I am happy to report that the Buy Local movement is alive and well in many ways, even in small-town America. We saw it in the active promotion of local beers, at a wonderful locally sourced restaurant called the Kitchen, and even on a sign at a hot dog trolley on the beach touting the fact that their T-shirts were made in the U.S. It was heartening to see, but it did make me wonder why we do not see more of that grass-roots pride and activity in our area.

I did buy myself a precious collection of eight little “cookery” books by Thomas J. Murrey, published in the mid 1880s. They are packed with nifty ideas, some hilariously arcane, for cooking and serving everything from melons to mutton, with much general advice on the side. I am going to have fun picking some of that sage advice from the pages of the books over the summer.

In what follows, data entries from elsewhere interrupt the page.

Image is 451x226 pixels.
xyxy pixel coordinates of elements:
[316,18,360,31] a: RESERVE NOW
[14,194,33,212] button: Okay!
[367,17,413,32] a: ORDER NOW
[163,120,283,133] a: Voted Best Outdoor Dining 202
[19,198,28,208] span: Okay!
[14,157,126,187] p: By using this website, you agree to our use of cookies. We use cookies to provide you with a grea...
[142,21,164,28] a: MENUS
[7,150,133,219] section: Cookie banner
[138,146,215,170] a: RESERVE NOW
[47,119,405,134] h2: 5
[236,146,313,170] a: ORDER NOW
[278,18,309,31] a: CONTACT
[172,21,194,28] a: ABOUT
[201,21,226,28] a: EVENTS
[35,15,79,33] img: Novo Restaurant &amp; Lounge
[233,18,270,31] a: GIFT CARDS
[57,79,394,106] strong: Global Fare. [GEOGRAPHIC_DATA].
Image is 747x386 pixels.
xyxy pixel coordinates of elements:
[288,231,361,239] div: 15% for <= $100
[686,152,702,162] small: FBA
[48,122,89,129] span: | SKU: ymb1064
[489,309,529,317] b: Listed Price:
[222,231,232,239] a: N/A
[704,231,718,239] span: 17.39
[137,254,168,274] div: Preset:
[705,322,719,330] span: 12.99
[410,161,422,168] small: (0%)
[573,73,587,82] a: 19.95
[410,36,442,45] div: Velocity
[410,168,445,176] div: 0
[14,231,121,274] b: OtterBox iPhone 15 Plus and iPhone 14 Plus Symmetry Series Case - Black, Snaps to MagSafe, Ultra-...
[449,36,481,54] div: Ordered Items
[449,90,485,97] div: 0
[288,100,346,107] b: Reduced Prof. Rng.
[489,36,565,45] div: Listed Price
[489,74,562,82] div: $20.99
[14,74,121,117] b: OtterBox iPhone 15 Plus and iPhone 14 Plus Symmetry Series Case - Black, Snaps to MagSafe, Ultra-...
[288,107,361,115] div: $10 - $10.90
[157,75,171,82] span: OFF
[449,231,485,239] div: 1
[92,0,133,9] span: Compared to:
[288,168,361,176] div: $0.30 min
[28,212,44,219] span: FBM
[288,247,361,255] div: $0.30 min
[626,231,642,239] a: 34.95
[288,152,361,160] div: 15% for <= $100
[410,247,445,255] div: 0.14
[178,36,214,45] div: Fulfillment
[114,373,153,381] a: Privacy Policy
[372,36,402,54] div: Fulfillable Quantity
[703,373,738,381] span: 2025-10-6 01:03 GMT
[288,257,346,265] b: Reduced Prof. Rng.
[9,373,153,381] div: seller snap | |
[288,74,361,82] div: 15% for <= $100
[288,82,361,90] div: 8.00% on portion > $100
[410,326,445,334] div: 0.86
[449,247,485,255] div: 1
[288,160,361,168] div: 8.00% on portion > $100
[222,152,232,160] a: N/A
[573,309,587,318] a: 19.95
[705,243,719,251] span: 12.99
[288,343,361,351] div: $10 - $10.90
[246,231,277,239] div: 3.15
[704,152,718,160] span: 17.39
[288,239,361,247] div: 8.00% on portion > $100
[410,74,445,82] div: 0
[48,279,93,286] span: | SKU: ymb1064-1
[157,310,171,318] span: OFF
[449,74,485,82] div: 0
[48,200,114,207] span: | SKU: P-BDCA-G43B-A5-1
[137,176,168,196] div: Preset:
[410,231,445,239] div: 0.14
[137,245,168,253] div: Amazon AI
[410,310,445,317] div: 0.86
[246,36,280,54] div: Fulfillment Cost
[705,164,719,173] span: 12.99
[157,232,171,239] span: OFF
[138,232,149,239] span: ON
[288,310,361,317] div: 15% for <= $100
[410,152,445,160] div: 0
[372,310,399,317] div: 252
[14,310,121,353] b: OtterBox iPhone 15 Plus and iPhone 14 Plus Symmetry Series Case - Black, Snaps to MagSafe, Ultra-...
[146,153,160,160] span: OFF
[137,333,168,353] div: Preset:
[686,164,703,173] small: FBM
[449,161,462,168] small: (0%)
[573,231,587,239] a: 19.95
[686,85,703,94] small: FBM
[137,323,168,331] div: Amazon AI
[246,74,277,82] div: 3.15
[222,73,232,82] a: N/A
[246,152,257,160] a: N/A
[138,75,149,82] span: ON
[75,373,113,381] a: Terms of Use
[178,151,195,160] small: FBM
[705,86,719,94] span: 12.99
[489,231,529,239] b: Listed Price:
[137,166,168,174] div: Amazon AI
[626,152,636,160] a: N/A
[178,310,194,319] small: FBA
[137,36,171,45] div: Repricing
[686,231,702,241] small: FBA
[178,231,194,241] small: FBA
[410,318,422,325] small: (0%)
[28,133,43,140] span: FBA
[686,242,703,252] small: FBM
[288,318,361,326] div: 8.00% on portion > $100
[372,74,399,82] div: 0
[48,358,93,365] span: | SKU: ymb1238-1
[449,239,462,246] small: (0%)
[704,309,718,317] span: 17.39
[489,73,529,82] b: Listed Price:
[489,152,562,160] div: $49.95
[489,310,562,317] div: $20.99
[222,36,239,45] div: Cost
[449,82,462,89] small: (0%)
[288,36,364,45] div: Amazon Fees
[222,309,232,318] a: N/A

Mr. Murrey had a most interesting career in hotel kitchens and for a while served as head chef of the kitchen in the basement of the House of Representatives. The books were originally owned by a lady with calligraphy-like handwriting named Eliza B. Eagle. There are stories there to be sure, and I will let you know about those, too.

Here is a little tip about keeping eggs from Breakfast Dainties, published in 1885: “Eggs may be kept for a long time by covering them with beeswax dissolved in warm olive oil or cotton-seed oil. Use one third wax to two thirds oil”. I thought you would appreciate knowing this in the event we lose power for several days this summer.

And about those farmers’ markets — we are now seeing spring cauliflower, broccoli and cabbage, which do taste different from the fall crops. Don’t ask me why. I did learn from my new books that melons should not be grown near squash and pumpkins though — they will taste as “insipid” as those other varieties do when they are raw. Maybe those spring versions of what we normally consider fall veggies are influenced in the same way by their warm-weather neighbors. Ask your farmer about that. I am only guessing.

We have a new recipe on our website to help you enjoy the short pea season while you can.